PEOPLE
The proliferation of golf tournaments sponsored by entertainers may reach the ultimate sometime in 1971 when the first annual Jackie Gleason golf tournament is scheduled to take place near Fort Lauderdale. Right now, the tournament is supposed to have a $300,000 purse with $75,000 going to the winner, but Gleason says, "We will top whatever prize money is being offered elsewhere." Such an extravaganza cannot be held just anywhere, so Gleason, himself a golf addict of long standing, is planning what is billed as "the most elaborate golf facility in the world"—a par-72, 455-acre course that can be stretched out to play 8,029 yards and will cost around $50 million. With permanent camera locations at all 18 holes and elevated walkways for spectators, the course is designed with TV in mind, even to the point of flower beds and rock gardens for the color cameras. The course's name? The Great One, what else?
Comedian Joe E. Lewis has what might be called the evening line on female jockeys. Says Joe E., as reported by Columnist Leonard Lyons: "Some men have been ruined by women and some men by horses.
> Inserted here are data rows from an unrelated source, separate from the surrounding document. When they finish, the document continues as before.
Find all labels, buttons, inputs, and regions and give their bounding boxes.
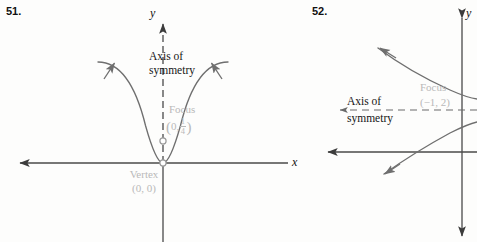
axis-of-symmetry-line2-52: symmetry <box>347 112 393 126</box>
figure-52: 52. <box>300 0 477 242</box>
parabola-upper-arrow-52 <box>380 48 396 58</box>
focus-x-value: 0, <box>171 120 179 132</box>
axis-of-symmetry-line1: Axis of <box>149 50 195 64</box>
figure-51: 51. <box>0 0 300 242</box>
parabola-lower-branch-52 <box>384 122 477 174</box>
vertex-word-51: Vertex <box>114 168 174 181</box>
axis-of-symmetry-line1-52: Axis of <box>347 95 393 109</box>
focus-label-52: Focus (−1, 2) <box>420 81 450 109</box>
y-axis-label-52: y <box>466 6 471 21</box>
focus-fraction-denominator: 4 <box>180 126 186 136</box>
focus-fraction-numerator: 1 <box>180 117 186 126</box>
parabola-lower-arrow-52 <box>385 164 400 174</box>
vertex-coordinates-51: (0, 0) <box>114 182 174 195</box>
vertex-label-51: Vertex (0, 0) <box>114 168 174 195</box>
vertex-point-marker <box>160 160 166 166</box>
x-axis-label-51: x <box>292 155 297 170</box>
figure-51-graph <box>0 0 300 242</box>
focus-label-51: Focus (0,14) <box>166 103 195 136</box>
focus-coordinates-51: (0,14) <box>166 117 195 136</box>
axis-of-symmetry-label-52: Axis of symmetry <box>347 95 393 125</box>
focus-coordinates-52: (−1, 2) <box>420 96 450 109</box>
focus-fraction: 14 <box>180 117 186 135</box>
y-axis-label-51: y <box>150 6 155 21</box>
parabola-right-arrow <box>212 63 223 79</box>
focus-point-marker <box>160 138 166 144</box>
axis-of-symmetry-line2: symmetry <box>149 64 195 78</box>
focus-close-paren: ) <box>187 119 192 135</box>
worksheet-page: 51. <box>0 0 477 242</box>
parabola-left-arrow <box>104 63 115 79</box>
axis-of-symmetry-label-51: Axis of symmetry <box>149 50 195 77</box>
focus-word-51: Focus <box>166 103 195 116</box>
focus-word-52: Focus <box>420 81 450 94</box>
Now we have a parlay...."
A Pierre Trudeau he is not, but neither is Georges Pompidou, who has a good shot at becoming the next president of France, what you would call a sedentary statesman. Until he had a bad accident in 1958, Pompidou was such a good skier that he gave his wife Claude "an inferiority complex." Both M. and Mme. Pompidou are skilled equestrians (she is astride the horse; he is at its head), he is an enthusiastic Rugby fan and a pheasant hunter, but his favorite sport is the French bowling game pétanque. Pompidou learned to swim at Saint-Tropez in 1951 at the age of 40. Says Mme.: "He likes swimming—a little, but he is a bad swimmer." A Mme. de Gaulle she is not.
"Hitters are so different from pitchers," is the analysis of one who should know—Mamie Van Doren, Miss Van Doren, 36, once dated by Pitchers Sandy Koufax and Bo Belinsky and recently divorced from minor league Pitcher Lee Meyers, has now focused her attention on Outfielder Tony Conigliaro, 24. "He doesn't look like a baseball player," says Mamie. "He's every woman's dream. He has sex appeal as well as sock appeal." Dating hitters is more difficult, Mamie went on to say, because hitters have to play every night. And what does Tony C. have to say about Mamie? "We're just good friends."
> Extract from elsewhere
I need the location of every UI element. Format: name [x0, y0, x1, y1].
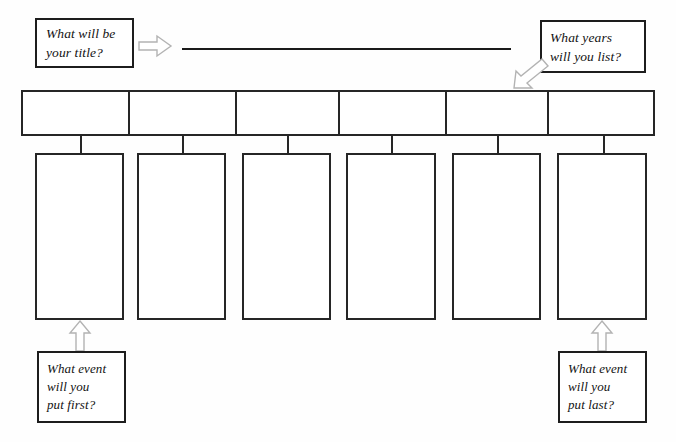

Altruism seems to be ranking right up there with X's and O's in the hearts of Sid Gillman and Joe Paterno. Gillman, head coach and general manager of the San Diego Chargers, is serving as chairman of the mayor's committee for the San Diego Job Fair, a community effort to find summer employment for 6,000 disadvantaged youths. "One of these days I'll get back to football," Gillman says. "I haven't met with my coaching staff for a month and they think I'm crazy." Paterno, head coach at Penn State, donated a $500 set of golf clubs to be used as the grand prize in a raffle to raise money for a new uniform for the Nittany Lion mascot and for the Martin Luther King Jr. scholarship fund. The clubs were given to Paterno by the Orange Bowl committee after Penn State edged Kansas last New Year's Day. Of course, Paterno's golf game may have contributed as much to the donation as his good heart. "My handicap," he says, "is my swing."
One of the biggest hits in Paris is a nightclub act being held in, appropriately enough, the Palais des Sports. There, Pop Singer Johnny Hallyday has been knocking them cold. Dressed in maroon trunks and ring shoes, Hallyday sings while "fighting" Dancer Lester Wilson. Backing Hallyday is a 40-piece band, a group of electric guitars, girl dancers, flashing lights, bells, police sirens and amplified crowd screams. The act winds up with Wilson on the ropes, seemingly unconscious, and Hallyday lying on the stage, smeared with fake blood, emitting amplified groans while teen-age girls race up the aisle screaming for him to throw a punch in their direction. In other words, sock it to me.
Jackie-watchers thrilled when Mrs. Aristotle Onassis and her son John turned up at the St. Bernard Horse Show in Gladstone, N.J. One of four entrants in the family event, Jackie, on Winchester, and young John, on Macaroni, took a second, but a show official dryly remarked that "Jackie is a very poor rider, with terrible form. Maybe she does better in the hunt field, which I am sure is what she really likes to do." As for John, at one point when Jackie called him, he locked himself in the lavatory—which may indicate what he doesn't like to do.